Alwaght- Afghanistan’s National Security Advisor Mohammad Hanif Atmar visited Saudi Arabia last week. After returning home on February 27, in a comment on his Twitter account Atmar said that he discussed with Crown Prince Mohammed bin Salman Saudi regime’s role in the Afghan peace process as well as other regional issues. The afghan official added that during the talks, they highlighted the need for the Saudi-led Arab alliance to support the fight against terrorism in Afghanistan.
Saudi Arabia has recently stepped up its Afghanistan-related moves, receiving former rebel figures as well as government officials from the war-devastated country. Gulbuddin Hekmatyar, the leader of the Hizb-e-Islami, and Abdul Rasul Sayyaf, the head of Islamic Dawah Organization of Afghanistan in the past few weeks also traveled to the Arab kingdom to meet with Riyadh leaders.

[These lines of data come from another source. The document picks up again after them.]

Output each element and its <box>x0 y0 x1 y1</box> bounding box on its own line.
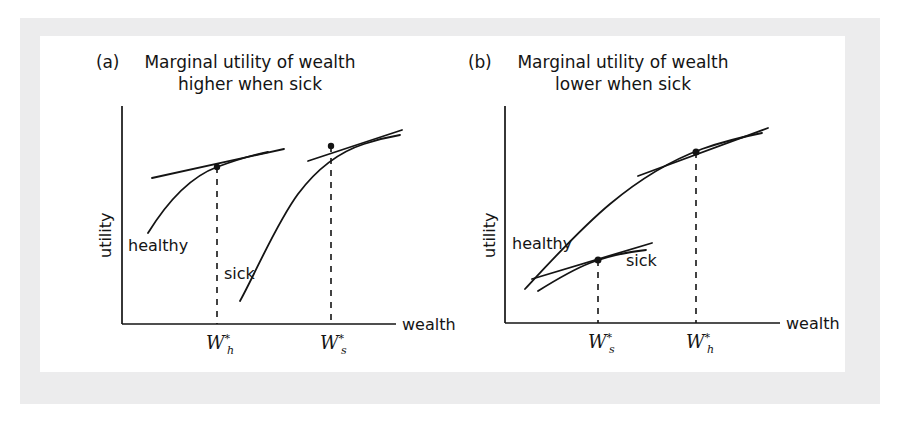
panel-a-tick-ws: W*s <box>320 332 347 353</box>
panel-a-sick-tangent <box>308 130 402 161</box>
panel-b-healthy-tangent <box>638 128 768 176</box>
figure-root: (a) Marginal utility of wealth higher wh… <box>0 0 905 422</box>
panel-b-tick-wh: W*h <box>686 331 714 352</box>
panel-a-sick-label: sick <box>224 264 255 283</box>
panel-b-tick-ws: W*s <box>588 331 615 352</box>
panel-a-tick-ws-sub: s <box>341 344 347 357</box>
panel-a-plot <box>40 36 450 372</box>
panel-b-y-axis-label: utility <box>480 213 499 259</box>
panel-b-tick-wh-sub: h <box>707 343 714 356</box>
panel-b-tick-ws-sub: s <box>609 343 615 356</box>
panel-a-y-axis-label: utility <box>96 213 115 259</box>
panel-a-tick-wh-sub: h <box>227 344 234 357</box>
panel-b-sick-label: sick <box>626 251 657 270</box>
panel-b: (b) Marginal utility of wealth lower whe… <box>450 36 845 372</box>
panel-a-healthy-curve <box>148 152 268 233</box>
panel-a-tick-wh: W*h <box>206 332 234 353</box>
panel-b-healthy-label: healthy <box>512 234 572 253</box>
panel-a-sick-curve <box>240 135 400 301</box>
panel-a-healthy-tangent <box>152 149 284 178</box>
panel-a-x-axis-label: wealth <box>402 315 456 334</box>
panel-b-x-axis-label: wealth <box>786 314 840 333</box>
panel-a-healthy-label: healthy <box>128 236 188 255</box>
panel-a: (a) Marginal utility of wealth higher wh… <box>40 36 450 372</box>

The Afghan figures’ trips to Riyadh and bringing in spotlight the terrorism in Afghanistan have raised many questions about Saudi Arabia’s plans and policies towards Afghanistan under Prince Mohammed. Alwaght has conducted an interview with Abbas Fayyaz, Afghanistan affairs’ expert, to shed light on the movement.
Mr Fayyaz first commented on the recent Afghan visits, saying that Saudi Arabia’s terrorism-related policies in the region focus on backing the terrorist groups and factions and gradually getting a sway over them instead of directly fighting against them. The ISIS terrorist group has a different function in Afghanistan, and a set of parties use the takfiri group in various ways. Even Mr Atmar and the government’s agencies are charged with instrumentally using ISIS in the north of the country against northern factions such as the Uzbeks, Tajiks, and Hazaras. Even Hekmatyar’s trip to Saudi Arabia and his discussions with the Saudi crown prince served this purpose. Hekmatyar is under charges of contributing to some ISIS activities in the capital Kabul. His supports include backing the takfiris of the group by the Islamists and harboring them in safe houses that open the door for their activities in Kabul.

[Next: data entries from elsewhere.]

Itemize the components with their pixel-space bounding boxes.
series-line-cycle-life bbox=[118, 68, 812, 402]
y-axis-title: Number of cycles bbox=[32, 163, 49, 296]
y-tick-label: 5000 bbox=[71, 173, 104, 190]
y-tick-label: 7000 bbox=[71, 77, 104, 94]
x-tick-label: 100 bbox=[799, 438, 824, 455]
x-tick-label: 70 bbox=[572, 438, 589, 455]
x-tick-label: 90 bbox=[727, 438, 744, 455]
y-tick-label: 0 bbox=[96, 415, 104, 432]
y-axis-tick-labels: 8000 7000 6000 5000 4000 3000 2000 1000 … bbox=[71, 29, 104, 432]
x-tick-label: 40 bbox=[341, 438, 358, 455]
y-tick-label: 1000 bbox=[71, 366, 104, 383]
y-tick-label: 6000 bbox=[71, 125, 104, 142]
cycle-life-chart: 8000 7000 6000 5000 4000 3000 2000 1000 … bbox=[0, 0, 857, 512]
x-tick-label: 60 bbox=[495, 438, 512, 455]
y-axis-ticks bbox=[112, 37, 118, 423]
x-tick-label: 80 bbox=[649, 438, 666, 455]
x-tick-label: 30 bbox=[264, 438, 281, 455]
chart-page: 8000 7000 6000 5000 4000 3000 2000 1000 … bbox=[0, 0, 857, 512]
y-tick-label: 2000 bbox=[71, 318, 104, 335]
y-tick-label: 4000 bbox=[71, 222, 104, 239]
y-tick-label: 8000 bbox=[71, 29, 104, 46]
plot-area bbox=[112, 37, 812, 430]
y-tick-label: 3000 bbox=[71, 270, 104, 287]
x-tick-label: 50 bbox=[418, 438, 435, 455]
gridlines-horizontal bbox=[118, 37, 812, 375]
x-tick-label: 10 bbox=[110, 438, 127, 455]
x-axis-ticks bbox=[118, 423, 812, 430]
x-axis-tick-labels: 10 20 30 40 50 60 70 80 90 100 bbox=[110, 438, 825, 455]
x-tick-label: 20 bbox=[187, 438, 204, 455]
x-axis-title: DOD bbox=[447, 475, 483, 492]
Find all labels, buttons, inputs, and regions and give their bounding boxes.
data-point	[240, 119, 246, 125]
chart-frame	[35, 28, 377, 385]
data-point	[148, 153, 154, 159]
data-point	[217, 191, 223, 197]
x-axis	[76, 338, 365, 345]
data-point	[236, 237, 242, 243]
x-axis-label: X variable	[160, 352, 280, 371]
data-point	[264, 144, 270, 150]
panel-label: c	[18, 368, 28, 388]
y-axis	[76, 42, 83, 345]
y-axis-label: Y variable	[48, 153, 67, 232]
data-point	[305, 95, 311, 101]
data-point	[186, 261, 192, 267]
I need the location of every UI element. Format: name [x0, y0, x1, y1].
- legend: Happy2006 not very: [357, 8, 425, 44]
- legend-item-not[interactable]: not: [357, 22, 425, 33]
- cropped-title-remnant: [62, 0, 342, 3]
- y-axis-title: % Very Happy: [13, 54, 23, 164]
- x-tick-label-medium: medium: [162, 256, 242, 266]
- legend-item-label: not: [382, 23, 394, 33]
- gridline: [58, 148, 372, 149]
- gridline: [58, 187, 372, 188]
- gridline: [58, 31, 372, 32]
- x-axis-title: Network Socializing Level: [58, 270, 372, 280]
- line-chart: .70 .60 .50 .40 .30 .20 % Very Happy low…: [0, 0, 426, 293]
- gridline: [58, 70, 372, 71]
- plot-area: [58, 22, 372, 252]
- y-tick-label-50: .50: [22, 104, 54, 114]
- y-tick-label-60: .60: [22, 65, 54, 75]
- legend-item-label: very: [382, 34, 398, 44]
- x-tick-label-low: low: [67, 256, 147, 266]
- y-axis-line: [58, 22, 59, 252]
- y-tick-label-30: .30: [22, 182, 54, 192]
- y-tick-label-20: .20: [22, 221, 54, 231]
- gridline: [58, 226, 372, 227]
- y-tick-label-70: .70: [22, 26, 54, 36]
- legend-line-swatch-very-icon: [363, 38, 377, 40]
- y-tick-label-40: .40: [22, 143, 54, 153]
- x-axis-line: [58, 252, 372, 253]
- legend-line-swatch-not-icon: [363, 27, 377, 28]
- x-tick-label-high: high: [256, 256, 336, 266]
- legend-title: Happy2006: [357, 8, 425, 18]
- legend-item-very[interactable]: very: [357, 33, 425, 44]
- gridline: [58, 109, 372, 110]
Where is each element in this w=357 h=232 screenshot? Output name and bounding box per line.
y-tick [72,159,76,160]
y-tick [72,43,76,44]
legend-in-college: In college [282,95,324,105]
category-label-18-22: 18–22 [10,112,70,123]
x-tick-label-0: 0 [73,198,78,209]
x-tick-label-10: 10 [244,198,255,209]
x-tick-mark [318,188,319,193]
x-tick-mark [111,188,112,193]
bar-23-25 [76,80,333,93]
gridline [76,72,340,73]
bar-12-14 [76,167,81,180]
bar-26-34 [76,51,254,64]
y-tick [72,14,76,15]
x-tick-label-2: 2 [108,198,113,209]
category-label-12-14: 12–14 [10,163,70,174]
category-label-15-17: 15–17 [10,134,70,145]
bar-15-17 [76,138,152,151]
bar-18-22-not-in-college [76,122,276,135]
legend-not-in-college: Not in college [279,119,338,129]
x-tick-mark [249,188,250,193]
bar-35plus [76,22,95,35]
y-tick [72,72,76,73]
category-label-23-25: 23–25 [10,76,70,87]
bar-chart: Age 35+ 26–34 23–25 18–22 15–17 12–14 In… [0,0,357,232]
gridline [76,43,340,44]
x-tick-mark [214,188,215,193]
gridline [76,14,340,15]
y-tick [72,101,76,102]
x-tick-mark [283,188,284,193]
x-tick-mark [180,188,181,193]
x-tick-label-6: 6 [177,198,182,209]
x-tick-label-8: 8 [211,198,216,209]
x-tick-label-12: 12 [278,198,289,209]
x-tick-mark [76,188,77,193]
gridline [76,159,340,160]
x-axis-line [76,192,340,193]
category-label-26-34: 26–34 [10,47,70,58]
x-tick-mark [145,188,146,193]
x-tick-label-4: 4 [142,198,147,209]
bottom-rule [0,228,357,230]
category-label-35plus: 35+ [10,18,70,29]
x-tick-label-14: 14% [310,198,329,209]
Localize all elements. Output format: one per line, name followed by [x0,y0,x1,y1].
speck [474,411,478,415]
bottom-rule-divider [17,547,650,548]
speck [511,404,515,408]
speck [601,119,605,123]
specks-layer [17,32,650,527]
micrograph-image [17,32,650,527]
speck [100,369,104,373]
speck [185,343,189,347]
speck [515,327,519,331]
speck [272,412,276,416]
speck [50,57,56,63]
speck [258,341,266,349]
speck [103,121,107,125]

The Afghanistan expert continued by having his say on the various functions ISIS could fulfill for Saudi Arabia in Afghanistan, maintaining that ISIS is relocating to Afghanistan to be utilized for destabilizing the country’s neighboring states. Saudi Arabia and the US intend to take revenge on Russia for losses in the Syrian conflict by destabilizing the nations of Central Asia, which are Russia’s neighbors. They also aim to spread insecurity in Afghanistan’s border regions to perpetuate the proxy wars and so put strains on Iran.
“According to these ISIS functions for them in Afghanistan,” Mr Fayyaz noted, “we should translate Mr Atmar’s comment on the Saudi Arabian help to the war against terrorism in Afghanistan this way: Saudi Arabia and the US support ISIS with the aim to serve their interests and also interests of parts of the government that oppose other cults and ethnic groups in the country.”
He continued that parts of ISIS in southern Afghanistan are from the Pashtuns and others are Uzbeks who are remnants of the Islamic Movement of Uzbekistan at the time of Al-Qaeda dominance who are unrelated to the peoples of the north. The government is now accused of links and supports to ISIS to press the northerners for the final aim of confronting former Balkh province’s governor Atta Muhammad Nur and General Abdul Rashid Dostum.
Mr Fayyaz maintained that it is clear that ISIS has transformed into an element required for abuses and pursuing interests by many sides. The US government believes that over 50 percent of Afghanistan’s soil is practically held by Taliban or is the sphere of Taliban’s influence, whereas the government’s share is smaller. According to a model designed for Afghanistan, Americans are reluctant to see Afghanistan stabilized because in a state of insecurity and active hot spots the conditions are ripe to drag the instability into such targets as Iran and Central Asia.
The expert also commented on the overlap of the US and Saudi Arabia’s plans for and interests in supporting ISIS, pointing that Saudi Arabia is struggling to propagate Wahhabism and takfiri ideology in the shape of ISIS. And the US is striving to dominate the region and so realize its regional goals. The US and Saudi Arabia re-boosted their alliance after Donald Trump came to the power. During Trump’s visit to Saudi Arabia last year, they assertively announced the official alliance of Washington and Riyadh. Therefore, in Yemen and elsewhere like Afghanistan Saudi Arabia is a pursuer and implementer of the US policies and interests. So, the two countries have managed to synchronize their objectives in Afghanistan and so have each other’s back in this case.
He also pointed to the reason behind passiveness of Afghanistan’s government in dealing with Saudi Arabia’s destructive actions in the country, saying that the government of Afghanistan is living on the foreign money. Of the $7 billion of the annual budget, nearly $6 billion is provided by the foreign countries. So, a country that 80 percent of its budget is provided by the foreign governments certainly cannot be independent of opinion.
Therefore, Afghanistan’s financial need and President’s Ashraf Ghani’s dependence on the US cause Kabul to move closer to Riyadh. Afghanistan’s public and elites and experts all blame Saudi Arabia as a key backer of terrorism and find Taliban, Al-Qaeda, and ISIS as its products, and no free and independent elite supports Saudi Arabia and its plans in Afghanistan. Still, financial hardships, aids, and relations with the West motivate the government’s interest in Saudi Arabia.